Now Saudi Arabia has a go at population bribery and with oil forecast to go to $220 a barrel they can afford it.

by | Feb 23, 2011 | civil liberties, Economic Intrigue, Just plain weird, Politics, Strange Thoughts, UK Misery, Well I never.

Following Kuwaits attempt at calming the masses with outright bribery, FT Alphaville tells us that Saudi Arabia has a go at exactly the same thing :

While many argue that Saudi Arabia and its oil reserves remain in little danger of being rocked by unrest, King Abdullah perhaps disagrees.

Via Al Arabiya, this appears to be the stimulus package the king announced on Wednesday:

SR40bn for the Housing Fund ($10.6bn)

SR15bn for the housing budget ($4bn)

SR30m for the Saudi Credit Bank

A 15 per cent increase in salaries

Financial support to jobseekers for one year

SR10m for professional committees

As our FT Tilt colleagues point out, it’s also the first time the Saudi government has made unemployment payments.

The point made at the end there seems to be a very wise move as youth unemployment seems to be driving a lot of the current unrest. Given that, I am quite surprised that we haven’t seen rioting in Spain yet as nearly one in every two under 25’s is unemployed :

In just over two years the nation’s jobless rate has soared to nearly double the average in the 16-country eurozone. Some 15.7 million people are out of work across the eurozone, which has now seen its average unemployment rate top 10 percent.

This barely hints at the levels of unemployment being reached. Spain has the second-worst unemployment rate in the region, behind Latvia’s 22.3 percent. All countries in the eurozone have seen unemployment rise in the last year, with Estonia, Latvia and Lithuania seeing unemployment levels more than double in that time. Unemployment of the under-25s stands at 43.8 percent in Spain. This is the worst in the region, and more than double the eurozone average.

A long hot summer may just do it though.

For Saudi Arabia at least its a good thing that oil prices seem likely to head skywards if Algerian and Libyan production falters :

Talk about an oil shock.

Nomura’s commodity analysts, led by Michael Lo, are calling for oil at $220 a barrel, if both Libya and Algeria were to stop oil production. Oil’s currently around $108.

Here’s the summary:

The closest comparison to the current MENA unrest is the 1990-91 Gulf War. If Libya and Algeria were to halt oil production together, prices could peak above US$220/bbl and OPEC spare capacity will be reduced to 2.1mmbbl/d, similar to levels seen during the Gulf war and when prices hit US$147/bbl in 2008. This could also result in a temporary demand destruction of some 2.0mmbbl/d globally.

Nomura’s using the 1990s Gulf War — which it thinks is the only real oil price ‘event’ to happen when Opec did not closely control oil prices — as a reference point for what could happen now. And according to the bank, we’re only in the first stage of a three-stage process based on that blueprint. Oh dear.

Thanks to our governments penchant for taxing anything and everything to hell and back, the current $108 dollars is painful enough but if we do see $220 a barrel then all bets are well and truly off both here and abroad.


WHAT TO DO = From the first line to the last, restate the records word for word, skipping the pictures.

Records from a collection of figures:
=== Section Start ===

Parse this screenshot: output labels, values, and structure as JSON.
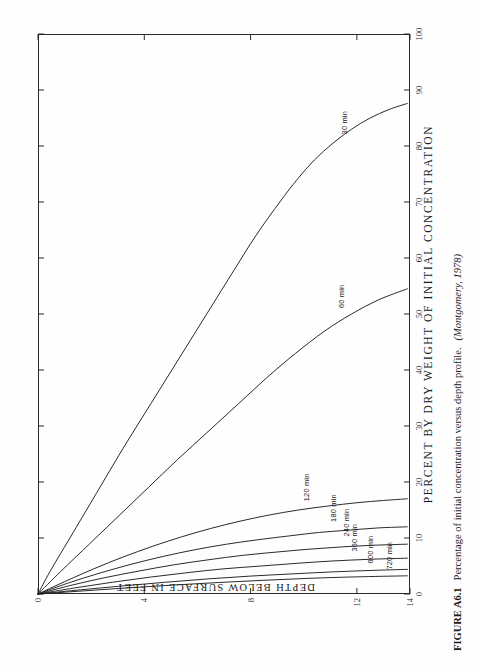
{
  "figure": {
    "caption_label": "FIGURE A6.1",
    "caption_text": "Percentage of initial concentration versus depth profile.",
    "caption_source": "(Montgomery, 1978)"
  },
  "chart_data": {
    "type": "line",
    "title": "",
    "xlabel": "PERCENT BY DRY WEIGHT OF INITIAL CONCENTRATION",
    "ylabel": "DEPTH BELOW SURFACE IN FEET",
    "xlim": [
      0,
      100
    ],
    "ylim": [
      0,
      14
    ],
    "xticks": [
      0,
      10,
      20,
      30,
      40,
      50,
      60,
      70,
      80,
      90,
      100
    ],
    "xtick_labels": [
      "0",
      "10",
      "20",
      "30",
      "40",
      "50",
      "60",
      "70",
      "80",
      "90",
      "100"
    ],
    "yticks": [
      0,
      4,
      8,
      12,
      14
    ],
    "ytick_labels": [
      "0",
      "4",
      "8",
      "12",
      "14"
    ],
    "grid": false,
    "legend": "inline-labels",
    "series": [
      {
        "name": "30 min",
        "label": "30 min",
        "label_x": 81,
        "label_y": 11.5,
        "points": [
          [
            0,
            0
          ],
          [
            4,
            0.45
          ],
          [
            10,
            1.2
          ],
          [
            18,
            2.2
          ],
          [
            26,
            3.2
          ],
          [
            34,
            4.25
          ],
          [
            42,
            5.3
          ],
          [
            50,
            6.35
          ],
          [
            58,
            7.4
          ],
          [
            64,
            8.2
          ],
          [
            70,
            9.1
          ],
          [
            74,
            9.75
          ],
          [
            77.5,
            10.4
          ],
          [
            80.5,
            11.1
          ],
          [
            83,
            11.8
          ],
          [
            85,
            12.5
          ],
          [
            86.5,
            13.2
          ],
          [
            87.6,
            13.9
          ]
        ]
      },
      {
        "name": "60 min",
        "label": "60 min",
        "label_x": 50,
        "label_y": 11.4,
        "points": [
          [
            0,
            0
          ],
          [
            4,
            0.85
          ],
          [
            9,
            1.95
          ],
          [
            14,
            3.05
          ],
          [
            19,
            4.15
          ],
          [
            24,
            5.25
          ],
          [
            29,
            6.4
          ],
          [
            34,
            7.55
          ],
          [
            39,
            8.7
          ],
          [
            43,
            9.7
          ],
          [
            47,
            10.8
          ],
          [
            50,
            11.8
          ],
          [
            52.5,
            12.8
          ],
          [
            54.5,
            13.9
          ]
        ]
      },
      {
        "name": "120 min",
        "label": "120 min",
        "label_x": 15.5,
        "label_y": 10.1,
        "points": [
          [
            0,
            0
          ],
          [
            2.2,
            1.0
          ],
          [
            4.5,
            2.1
          ],
          [
            6.6,
            3.2
          ],
          [
            8.5,
            4.3
          ],
          [
            10.2,
            5.4
          ],
          [
            11.7,
            6.5
          ],
          [
            13.0,
            7.6
          ],
          [
            14.1,
            8.7
          ],
          [
            15.0,
            9.8
          ],
          [
            15.7,
            10.9
          ],
          [
            16.3,
            12.0
          ],
          [
            16.7,
            13.0
          ],
          [
            17.0,
            13.9
          ]
        ]
      },
      {
        "name": "180 min",
        "label": "180 min",
        "label_x": 11.8,
        "label_y": 11.1,
        "points": [
          [
            0,
            0
          ],
          [
            1.9,
            1.1
          ],
          [
            3.7,
            2.3
          ],
          [
            5.3,
            3.5
          ],
          [
            6.7,
            4.7
          ],
          [
            7.9,
            5.9
          ],
          [
            8.9,
            7.1
          ],
          [
            9.7,
            8.3
          ],
          [
            10.4,
            9.5
          ],
          [
            11.0,
            10.6
          ],
          [
            11.4,
            11.7
          ],
          [
            11.8,
            12.8
          ],
          [
            12.0,
            13.9
          ]
        ]
      },
      {
        "name": "240 min",
        "label": "240 min",
        "label_x": 9.2,
        "label_y": 11.6,
        "points": [
          [
            0,
            0
          ],
          [
            1.5,
            1.2
          ],
          [
            2.9,
            2.5
          ],
          [
            4.1,
            3.8
          ],
          [
            5.2,
            5.1
          ],
          [
            6.1,
            6.4
          ],
          [
            6.9,
            7.7
          ],
          [
            7.5,
            9.0
          ],
          [
            8.0,
            10.2
          ],
          [
            8.4,
            11.4
          ],
          [
            8.7,
            12.6
          ],
          [
            8.9,
            13.9
          ]
        ]
      },
      {
        "name": "360 min",
        "label": "360 min",
        "label_x": 6.5,
        "label_y": 11.9,
        "points": [
          [
            0,
            0
          ],
          [
            1.1,
            1.4
          ],
          [
            2.1,
            2.8
          ],
          [
            3.0,
            4.2
          ],
          [
            3.8,
            5.6
          ],
          [
            4.5,
            7.0
          ],
          [
            5.0,
            8.4
          ],
          [
            5.5,
            9.8
          ],
          [
            5.9,
            11.1
          ],
          [
            6.2,
            12.5
          ],
          [
            6.4,
            13.9
          ]
        ]
      },
      {
        "name": "600 min",
        "label": "600 min",
        "label_x": 4.4,
        "label_y": 12.5,
        "points": [
          [
            0,
            0
          ],
          [
            0.75,
            1.6
          ],
          [
            1.45,
            3.2
          ],
          [
            2.1,
            4.8
          ],
          [
            2.7,
            6.4
          ],
          [
            3.2,
            8.0
          ],
          [
            3.6,
            9.6
          ],
          [
            3.95,
            11.1
          ],
          [
            4.2,
            12.5
          ],
          [
            4.4,
            13.9
          ]
        ]
      },
      {
        "name": "720 min",
        "label": "720 min",
        "label_x": 3.3,
        "label_y": 13.2,
        "points": [
          [
            0,
            0
          ],
          [
            0.55,
            1.7
          ],
          [
            1.1,
            3.4
          ],
          [
            1.6,
            5.1
          ],
          [
            2.05,
            6.8
          ],
          [
            2.45,
            8.5
          ],
          [
            2.8,
            10.2
          ],
          [
            3.05,
            11.9
          ],
          [
            3.25,
            13.9
          ]
        ]
      }
    ]
  }
}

=== Section End ===

ANSWER SPACE =
Parse this screenshot: output labels, values, and structure as JSON.
{
  "figure": {
    "caption_label": "FIGURE A6.1",
    "caption_text": "Percentage of initial concentration versus depth profile.",
    "caption_source": "(Montgomery, 1978)"
  },
  "chart_data": {
    "type": "line",
    "title": "",
    "xlabel": "PERCENT BY DRY WEIGHT OF INITIAL CONCENTRATION",
    "ylabel": "DEPTH BELOW SURFACE IN FEET",
    "xlim": [
      0,
      100
    ],
    "ylim": [
      0,
      14
    ],
    "xticks": [
      0,
      10,
      20,
      30,
      40,
      50,
      60,
      70,
      80,
      90,
      100
    ],
    "xtick_labels": [
      "0",
      "10",
      "20",
      "30",
      "40",
      "50",
      "60",
      "70",
      "80",
      "90",
      "100"
    ],
    "yticks": [
      0,
      4,
      8,
      12,
      14
    ],
    "ytick_labels": [
      "0",
      "4",
      "8",
      "12",
      "14"
    ],
    "grid": false,
    "legend": "inline-labels",
    "series": [
      {
        "name": "30 min",
        "label": "30 min",
        "label_x": 81,
        "label_y": 11.5,
        "points": [
          [
            0,
            0
          ],
          [
            4,
            0.45
          ],
          [
            10,
            1.2
          ],
          [
            18,
            2.2
          ],
          [
            26,
            3.2
          ],
          [
            34,
            4.25
          ],
          [
            42,
            5.3
          ],
          [
            50,
            6.35
          ],
          [
            58,
            7.4
          ],
          [
            64,
            8.2
          ],
          [
            70,
            9.1
          ],
          [
            74,
            9.75
          ],
          [
            77.5,
            10.4
          ],
          [
            80.5,
            11.1
          ],
          [
            83,
            11.8
          ],
          [
            85,
            12.5
          ],
          [
            86.5,
            13.2
          ],
          [
            87.6,
            13.9
          ]
        ]
      },
      {
        "name": "60 min",
        "label": "60 min",
        "label_x": 50,
        "label_y": 11.4,
        "points": [
          [
            0,
            0
          ],
          [
            4,
            0.85
          ],
          [
            9,
            1.95
          ],
          [
            14,
            3.05
          ],
          [
            19,
            4.15
          ],
          [
            24,
            5.25
          ],
          [
            29,
            6.4
          ],
          [
            34,
            7.55
          ],
          [
            39,
            8.7
          ],
          [
            43,
            9.7
          ],
          [
            47,
            10.8
          ],
          [
            50,
            11.8
          ],
          [
            52.5,
            12.8
          ],
          [
            54.5,
            13.9
          ]
        ]
      },
      {
        "name": "120 min",
        "label": "120 min",
        "label_x": 15.5,
        "label_y": 10.1,
        "points": [
          [
            0,
            0
          ],
          [
            2.2,
            1.0
          ],
          [
            4.5,
            2.1
          ],
          [
            6.6,
            3.2
          ],
          [
            8.5,
            4.3
          ],
          [
            10.2,
            5.4
          ],
          [
            11.7,
            6.5
          ],
          [
            13.0,
            7.6
          ],
          [
            14.1,
            8.7
          ],
          [
            15.0,
            9.8
          ],
          [
            15.7,
            10.9
          ],
          [
            16.3,
            12.0
          ],
          [
            16.7,
            13.0
          ],
          [
            17.0,
            13.9
          ]
        ]
      },
      {
        "name": "180 min",
        "label": "180 min",
        "label_x": 11.8,
        "label_y": 11.1,
        "points": [
          [
            0,
            0
          ],
          [
            1.9,
            1.1
          ],
          [
            3.7,
            2.3
          ],
          [
            5.3,
            3.5
          ],
          [
            6.7,
            4.7
          ],
          [
            7.9,
            5.9
          ],
          [
            8.9,
            7.1
          ],
          [
            9.7,
            8.3
          ],
          [
            10.4,
            9.5
          ],
          [
            11.0,
            10.6
          ],
          [
            11.4,
            11.7
          ],
          [
            11.8,
            12.8
          ],
          [
            12.0,
            13.9
          ]
        ]
      },
      {
        "name": "240 min",
        "label": "240 min",
        "label_x": 9.2,
        "label_y": 11.6,
        "points": [
          [
            0,
            0
          ],
          [
            1.5,
            1.2
          ],
          [
            2.9,
            2.5
          ],
          [
            4.1,
            3.8
          ],
          [
            5.2,
            5.1
          ],
          [
            6.1,
            6.4
          ],
          [
            6.9,
            7.7
          ],
          [
            7.5,
            9.0
          ],
          [
            8.0,
            10.2
          ],
          [
            8.4,
            11.4
          ],
          [
            8.7,
            12.6
          ],
          [
            8.9,
            13.9
          ]
        ]
      },
      {
        "name": "360 min",
        "label": "360 min",
        "label_x": 6.5,
        "label_y": 11.9,
        "points": [
          [
            0,
            0
          ],
          [
            1.1,
            1.4
          ],
          [
            2.1,
            2.8
          ],
          [
            3.0,
            4.2
          ],
          [
            3.8,
            5.6
          ],
          [
            4.5,
            7.0
          ],
          [
            5.0,
            8.4
          ],
          [
            5.5,
            9.8
          ],
          [
            5.9,
            11.1
          ],
          [
            6.2,
            12.5
          ],
          [
            6.4,
            13.9
          ]
        ]
      },
      {
        "name": "600 min",
        "label": "600 min",
        "label_x": 4.4,
        "label_y": 12.5,
        "points": [
          [
            0,
            0
          ],
          [
            0.75,
            1.6
          ],
          [
            1.45,
            3.2
          ],
          [
            2.1,
            4.8
          ],
          [
            2.7,
            6.4
          ],
          [
            3.2,
            8.0
          ],
          [
            3.6,
            9.6
          ],
          [
            3.95,
            11.1
          ],
          [
            4.2,
            12.5
          ],
          [
            4.4,
            13.9
          ]
        ]
      },
      {
        "name": "720 min",
        "label": "720 min",
        "label_x": 3.3,
        "label_y": 13.2,
        "points": [
          [
            0,
            0
          ],
          [
            0.55,
            1.7
          ],
          [
            1.1,
            3.4
          ],
          [
            1.6,
            5.1
          ],
          [
            2.05,
            6.8
          ],
          [
            2.45,
            8.5
          ],
          [
            2.8,
            10.2
          ],
          [
            3.05,
            11.9
          ],
          [
            3.25,
            13.9
          ]
        ]
      }
    ]
  }
}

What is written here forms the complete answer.